I understand that break seems far too long at the beginning. If you’re anything like me, the first few days involve three things only: sleeping (during most of the daylight hours), eating (full bags of anything), and watching television (the Food Network has some great late-night programming). During commercial breaks, you may be filled with the disheartening realization that you have to spend the next month-and-a-half without the perpetual-motion lifestyle of activities, constant human connection, and raucous entertainment that we find at school.
There are many people who have concrete and legitimate reasons to wish for a shorter break. Some may face a tough family situation or feel that they became a new person at Wesleyan, while friends at home remain unchanged.
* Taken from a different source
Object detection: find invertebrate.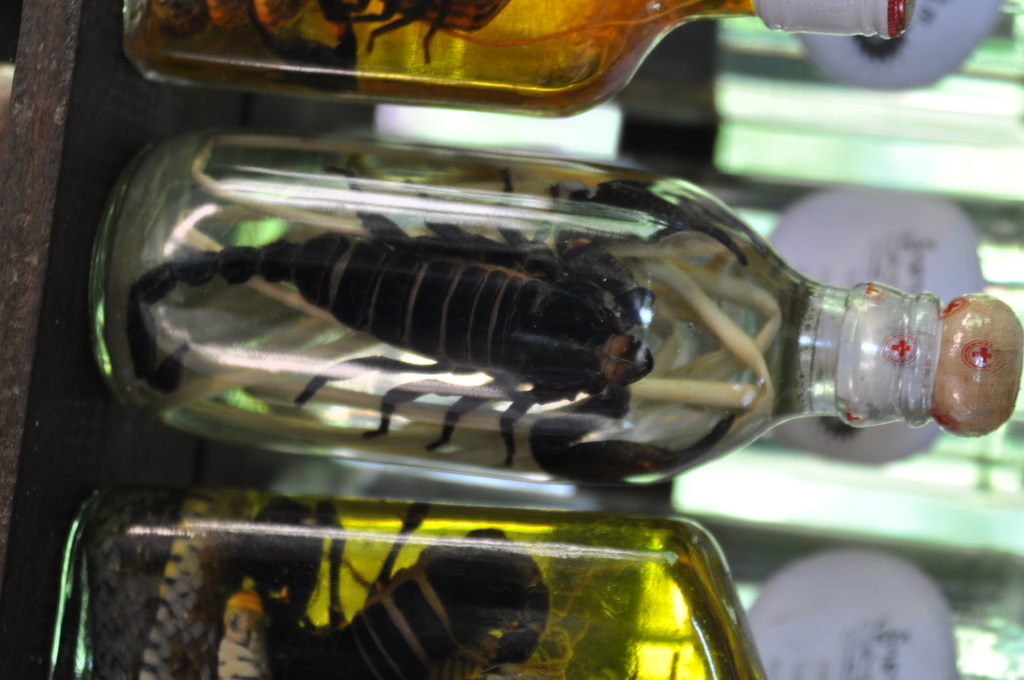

No opinion article I write can change that, but there is something to be said for trying to create a good situation in spite of these factors.
To justify the length of break, plenty of people throw around the “opportunity” argument. Think about all the things you can do in your newfound free time that you couldn’t before! Read a book! Go skydiving! Cure a disease! But maybe you’re not identifying with this argument, and all of this “opportunity” stuff is too fluffy for you. You want to be happy, and Usdan apple crisp/sledding on Foss/staring at the clouds on Duke Day are the things that make you happy. That makes sense to me. I prefer chocolate ice cream to other flavors, and although I’ll eat something else if I have to, I would never choose to. I’m still an okay person.
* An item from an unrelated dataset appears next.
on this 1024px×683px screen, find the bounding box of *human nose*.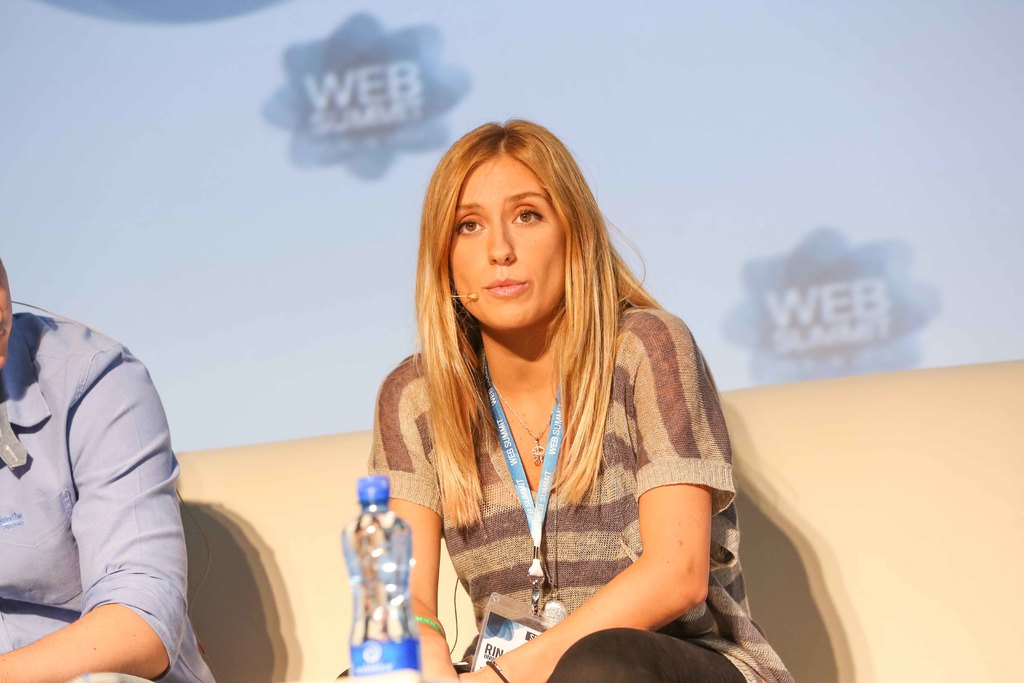
Bounding box: {"x1": 488, "y1": 220, "x2": 518, "y2": 265}.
Think of it this way: there are going to be times where vanilla ice cream is the only option, just like there are going to be times when you are not going to be in the throes of activity and your social hub. You may be unemployed at some point. You almost certainly will want to retire at some point. In these situations, the standard activities that kept you grounded suddenly don’t exist. While, again, food, naps, and television will most likely fill a lot of this newfound free time, it is important to be able to know how to handle yourself when there is nobody telling you what to do.
We spend most of our lives learning how to be busy. We are counseled on how to reduce stress, not reduce boredom. We are taught how to increase organization and cut back on procrastination, and there is no doubt that these are important life skills as well.
For example, a huge part of my high school experience was a proverbial pissing contest to see who had the more packed planner. Instead of fancy cars and expensive clothes, popularity was determined by lack of sleep. Three hours a night without going postal? That’s prom queen material right there. Your self worth was determined by the height of your blood pressure.
Ridiculous or not, I got a good deal out of that situation. I learned how to function with ease in the “real world” when the real world consists of deadlines and little else. Nevertheless, I wasn’t very good at the other situation: doing nothing.
Nobody ever tells us this, but we also need to know how to be not-busy, and there is no way to learn except by practice. We need to practice dealing with a lack of structure so that we have a reservoir of knowledge about how to be “unproductive.” Winter break acts like a trial run for times later in life when we may have “nothing to do.” Being thrown in over our heads, we have to dig ourselves out of the “nothing to do” mindset and find things to do for ourselves, without a syllabus or Google Calendar dictating our actions.
So next break, take up a new skill. Be creative. Sure, you could paint, or build a table, or learn an instrument. But let me suggest a new art: the art of productive unproductivity.
1 Comment
Anonymous
In your mind contrast the undergraduate breaks with the schedules of American soldiers. If you can. If something like that might ever cross your minds.